Element Group Syntax

The syntax for element groups efficiently solves the above-mentioned problems. You can take a look at the syntax in action in the traffic_meter sample on GitHub:

pipeline:

  elements:
  # regular pyfunc unit definition
  - element: pyfunc
    module: samples.traffic_meter.line_crossing
    class_name: ConditionalDetectorSkip
    kwargs:
      config_path: ${oc.env:PROJECT_PATH}/samples/traffic_meter/line_config.yml

  # variant group: peoplenet detector
  # groups are included in the pipeline.elements alongside regular units or other groups
  - group:
    # enabled if env var DETECTOR==peoplenet
    init_condition:
      expr: ${oc.env:DETECTOR}
      value: peoplenet
    elements:
      # below follows detector unit definition as usual
      - element: nvinfer@detector
        name: peoplenet
        # ... hidden for clarity

  # variant group: yolov8m detector
  # groups are included in the pipeline.elements alongside regular units or other groups
  - group:
    # enabled if env var DETECTOR==yolov8m
    init_condition:
      expr: ${oc.env:DETECTOR}
      value: yolov8m
    elements:
      # below follows detector unit definition as usual
      - element: nvinfer@detector
        name: yolov8m
        # ... hidden for clarity

  # regular nvtracker definition
  - element: nvtracker
    properties:
      ll-lib-file: /opt/nvidia/deepstream/deepstream/lib/libnvds_nvmultiobjecttracker.so
      ll-config-file: ${oc.env:PROJECT_PATH}/samples/traffic_meter/config_tracker_NvDCF_perf.yml
      tracker-width: 960
      tracker-height: 544
      display-tracking-id: 0

  # regular pyfunc unit definition
  - element: pyfunc
    module: samples.traffic_meter.line_crossing
    class_name: LineCrossing
    kwargs:
      config_path: ${oc.env:PROJECT_PATH}/samples/traffic_meter/line_config.yml
      stale_track_del_period: 5000
      target_obj_label: ${parameters.detected_object.label}
      send_stats: True

The first element and the last two in the pipeline are common. In the middle, you may find two groups: the first one includes a single element and initializes when the DETECTOR environment variable is set to peoplenet, the second is when it is set to yolov8m.
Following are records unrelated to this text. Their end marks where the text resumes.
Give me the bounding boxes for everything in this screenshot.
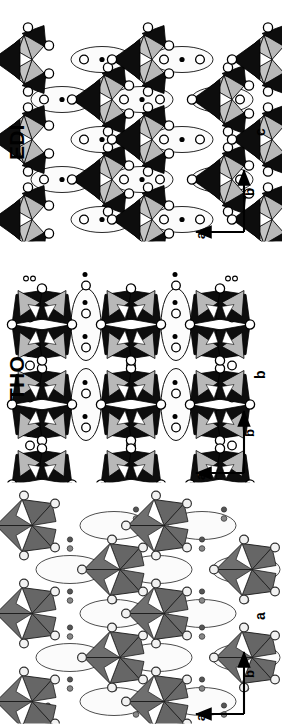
panel-edi-view-axis-label: c (253, 128, 267, 136)
panel-edi-axis-b-label: b (243, 188, 256, 196)
panel-nat-axis-indicator (186, 630, 278, 722)
figure-root: EDI c b a (0, 0, 282, 724)
panel-tho-axis-a-label: a (194, 473, 207, 480)
panel-nat-view-axis-label: a (253, 612, 267, 620)
panel-edi: EDI c b a (0, 0, 282, 241)
panel-nat-axis-b-label: b (243, 670, 256, 678)
panel-tho-axis-indicator (186, 389, 278, 481)
panel-edi-axis-a-label: a (194, 232, 207, 239)
panel-tho-title: THO (6, 356, 27, 401)
panel-nat: a b a (0, 482, 282, 723)
panel-tho: THO b b a (0, 241, 282, 482)
panel-nat-axis-a-label: a (194, 714, 207, 721)
panel-edi-axis-indicator (186, 148, 278, 240)
panel-edi-title: EDI (6, 124, 27, 160)
panel-tho-view-axis-label: b (253, 370, 267, 379)
panel-tho-axis-b-label: b (243, 429, 256, 437)
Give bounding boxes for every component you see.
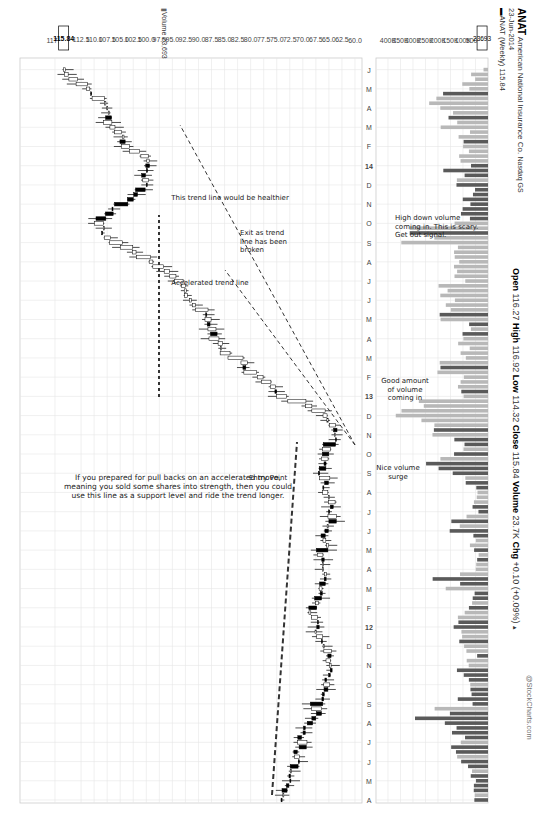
candle: [335, 438, 336, 442]
x-axis-label: S: [367, 240, 372, 247]
exchange: Nasdaq GS: [517, 156, 524, 192]
candle: [103, 226, 104, 230]
volume-bar: [449, 116, 488, 120]
volume-bar: [456, 750, 488, 754]
price-tick-label: 75.0: [270, 37, 284, 44]
candle: [327, 544, 329, 548]
volume-bar: [475, 188, 488, 192]
volume-bar: [461, 741, 488, 745]
price-tick-label: 87.5: [205, 37, 219, 44]
candle: [312, 409, 325, 413]
price-tick-label: 62.5: [335, 37, 349, 44]
volume-bar: [454, 452, 488, 456]
price-tick-label: 80.0: [244, 37, 258, 44]
candle: [322, 558, 324, 562]
x-axis-label: M: [366, 355, 372, 362]
candle: [115, 130, 122, 134]
x-axis-label: O: [366, 451, 372, 458]
candle: [330, 505, 333, 509]
volume-bar: [446, 587, 488, 591]
volume-bar: [473, 193, 488, 197]
candle: [122, 135, 124, 139]
low-value: 114.32: [511, 395, 521, 422]
volume-bar: [440, 366, 488, 370]
volume-bar: [469, 149, 488, 153]
volume-bar: [419, 399, 488, 403]
candle: [94, 222, 103, 226]
candle: [303, 731, 305, 735]
candle: [324, 462, 326, 466]
price-tick-label: 65.0: [322, 37, 336, 44]
candle: [205, 318, 211, 322]
candle: [206, 313, 207, 317]
volume-bar: [463, 145, 488, 149]
candle: [108, 111, 109, 115]
volume-bar: [469, 87, 488, 91]
x-axis-label: A: [367, 720, 372, 727]
volume-bar: [426, 462, 488, 466]
candle: [321, 640, 322, 644]
candle: [208, 327, 216, 331]
candle: [328, 495, 329, 499]
volume-bar: [461, 351, 488, 355]
volume-bar: [452, 731, 488, 735]
series-legend-icon: ▬: [498, 8, 507, 16]
volume-bar: [464, 375, 488, 379]
candle: [146, 169, 147, 173]
accelerated-trend-label: Accelerated trend line: [171, 279, 248, 287]
volume-bar: [456, 183, 488, 187]
volume-bar: [474, 789, 488, 793]
price-tick-label: 85.0: [218, 37, 232, 44]
volume-bar: [454, 274, 488, 278]
volume-bar: [475, 793, 488, 797]
volume-bar: [474, 798, 488, 802]
volume-bar: [450, 712, 488, 716]
volume-bar: [470, 217, 488, 221]
candle: [146, 164, 150, 168]
volume-bar: [472, 769, 488, 773]
candle: [323, 414, 327, 418]
candle: [321, 534, 325, 538]
svg-text:Get out signal.: Get out signal.: [395, 231, 446, 239]
volume-bar: [434, 423, 488, 427]
candle: [261, 380, 271, 384]
ohlc-line: Open 116.27 High 116.92 Low 114.32 Close…: [511, 268, 521, 630]
x-axis-label: M: [366, 586, 372, 593]
candle: [120, 140, 125, 144]
watermark: @StockCharts.com: [525, 675, 533, 740]
candle: [91, 92, 92, 96]
candle: [153, 265, 164, 269]
volume-bar: [437, 371, 488, 375]
x-axis-label: F: [367, 143, 371, 150]
volume-bar: [463, 198, 488, 202]
x-axis-label: A: [367, 489, 372, 496]
volume-bar: [467, 659, 488, 663]
candle: [290, 779, 291, 783]
close-value: 115.84: [511, 452, 521, 479]
volume-bar: [454, 438, 488, 442]
volume-bar: [457, 668, 488, 672]
candle: [309, 606, 317, 610]
candle: [322, 697, 324, 701]
candle: [325, 529, 328, 533]
candle: [312, 707, 322, 711]
candle: [104, 121, 112, 125]
candle: [143, 178, 149, 182]
candle: [104, 236, 110, 240]
series-label: ▬ANAT (Weekly) 115.84: [498, 8, 507, 91]
candle: [320, 592, 322, 596]
candle: [329, 510, 330, 514]
candle: [283, 793, 284, 797]
candle: [322, 568, 323, 572]
candle: [120, 246, 132, 250]
svg-text:broken: broken: [240, 246, 264, 254]
x-axis-label: M: [366, 547, 372, 554]
volume-bar: [459, 154, 488, 158]
volume-bar: [464, 673, 488, 677]
svg-text:23693: 23693: [473, 35, 491, 42]
volume-bar: [475, 592, 488, 596]
candle: [316, 712, 321, 716]
volume-bar: [477, 558, 488, 562]
price-tick-label: 70.0: [296, 37, 310, 44]
volume-bar: [463, 447, 488, 451]
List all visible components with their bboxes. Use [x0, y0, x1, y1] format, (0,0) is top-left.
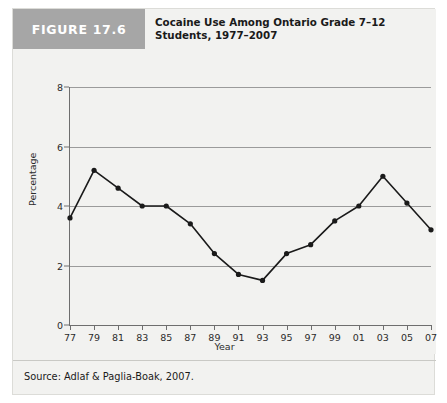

The init_condition element of a group is checked only upon the pipeline boot and thus defines a static configuration.

Where To Use

There are different cases where to use element groups:

  1. Multiple pipelines defined in a single manifest: you can switch between different pipelines based on the environment variables.
  2. Disabling certain parts of pipelines based on camera placement, like disabling car-plate recognition if camera placement doesn’t allow doing that.
  3. Implementing various flavors that activate different models based on camera placement conditions, like indoor, outdoor, higher, lower, bird’s-eye, fisheye, etc.